- One simple API endpoint for uploading images
- Automatic Conversion to an image format of your choice
- Automatic resizing to any size of your liking
- Built-in Rate limiting
- Built-in Allowed Origin whitelisting
- Liveness API
Uploading an image:
> curl -F 'file=@/some/file.jpg' http://some.host
{"filename":"somename.png"}
Uploading an image by URL:
curl -X POST -H "Content-Type: application/json" -d '{"url": "<SOME_URL>"}' http://some.host
Fetching a file in a specific size(e.g. 320x240):
http://some.host/somename.png?w=320&h=240
returns the image cropped to the desired size
imgpush requires docker
docker run -v <PATH TO STORE IMAGES>:/images -p 5000:5000 hauxir/imgpush:latest
This is fully optional and is only needed if you want to run imgpush in Kubernetes.
If you want to deploy imgpush in Kubernetes, there is an example deployment available in the Kubernetes directory. In case you do not have a running Kubernetes cluster yet, you can use Minikube to setup a local single-node Kubernetes cluster. Otherwise you can just use your existing cluster.
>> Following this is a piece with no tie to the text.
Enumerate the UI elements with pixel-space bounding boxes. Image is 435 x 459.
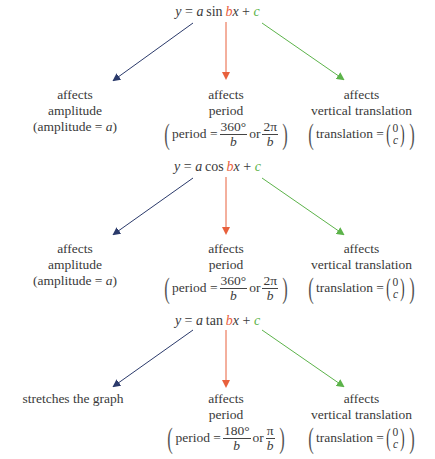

- Verify that your cluster works:
$ kubectl get pods
# Should return without an error, maybe prints information about some deployed pods.
- Apply the
kubernetes/deployment-example.yaml
file:
$ kubectl apply -f kubernetes/deployment-example.yaml
namespace/imgpush created
deployment.apps/imgpush created
persistentvolumeclaim/imgpush created
service/imgpush created
- It will take a moment while your Kubernetes downloads the current imgpush image.
- Verify that the deployment was successful:
$ kubectl -n imgpush get deployments.
NAME READY UP-TO-DATE AVAILABLE AGE
imgpush 1/1 1 1 3m41s
$ kubectl -n imgpush get svc
NAME TYPE CLUSTER-IP EXTERNAL-IP PORT(S) AGE
imgpush ClusterIP 10.10.10.41 <none> 5000/TCP 3m57s
- When the deployment is finished, the READY column should be
1/1
. - Afterwards you can forward the port to your local machine and upload an image via your webbrowser (visit http://127.0.0.1:5000/).
$ kubectl -n imgpush port-forward service/imgpush 5000
Forwarding from 127.0.0.1:5000 -> 5000
Handling connection for 5000
Handling connection for 5000
Handling connection for 5000
Handling connection for 5000
- To expose imgpush to the internet you need to configure an Ingress. The exact configuration depends on you cluster but you can find an example in the
kubernetes/deployment-example.yaml
file that you can adapt to your setup.
imgpush provides the /liveness
endpoint that always returns 200 OK
that you can use for docker Healthcheck and kubernetes liveness probe.
For Docker, as curl
is install in the image :
healthcheck:
start_period: 0s
test: ['CMD-SHELL', 'curl localhost:5000/liveness -s -f -o /dev/null || exit 1']
interval: 30s
For Kubernetes
livenessProbe:
httpGet:
path: /liveness
port: 5000
initialDelaySeconds: 5
periodSeconds: 30
Setting | Default value | Description |
---|---|---|
OUTPUT_TYPE | Same as Input file | An image type supported by imagemagick, e.g. png or jpg |
MAX_SIZE_MB | "16" | Integer, Max size per uploaded file in megabytes |
MAX_UPLOADS_PER_DAY | "1000" | Integer, max per IP address |
MAX_UPLOADS_PER_HOUR | "100" | Integer, max per IP address |
MAX_UPLOADS_PER_MINUTE | "20" | Integer, max per IP address |
ALLOWED_ORIGINS | "['*']" | array of domains, e.g ['https://a.com'] |
VALID_SIZES | Any size | array of integers allowed in the h= and w= parameters, e.g "[100,200,300]". You should set this to protect against being bombarded with requests! |
NAME_STRATEGY | "randomstr" | randomstr for random 5 chars, uuidv4 for UUIDv4 |
NUDE_FILTER_MAX_THRESHOLD | None | max unsafe value returned from nudenet library(https://github.com/notAI-tech/NudeNet), range is from 0-0.99. Blocks nudity from being uploaded. |
Setting configuration variables is all set through env variables that get passed to the docker container.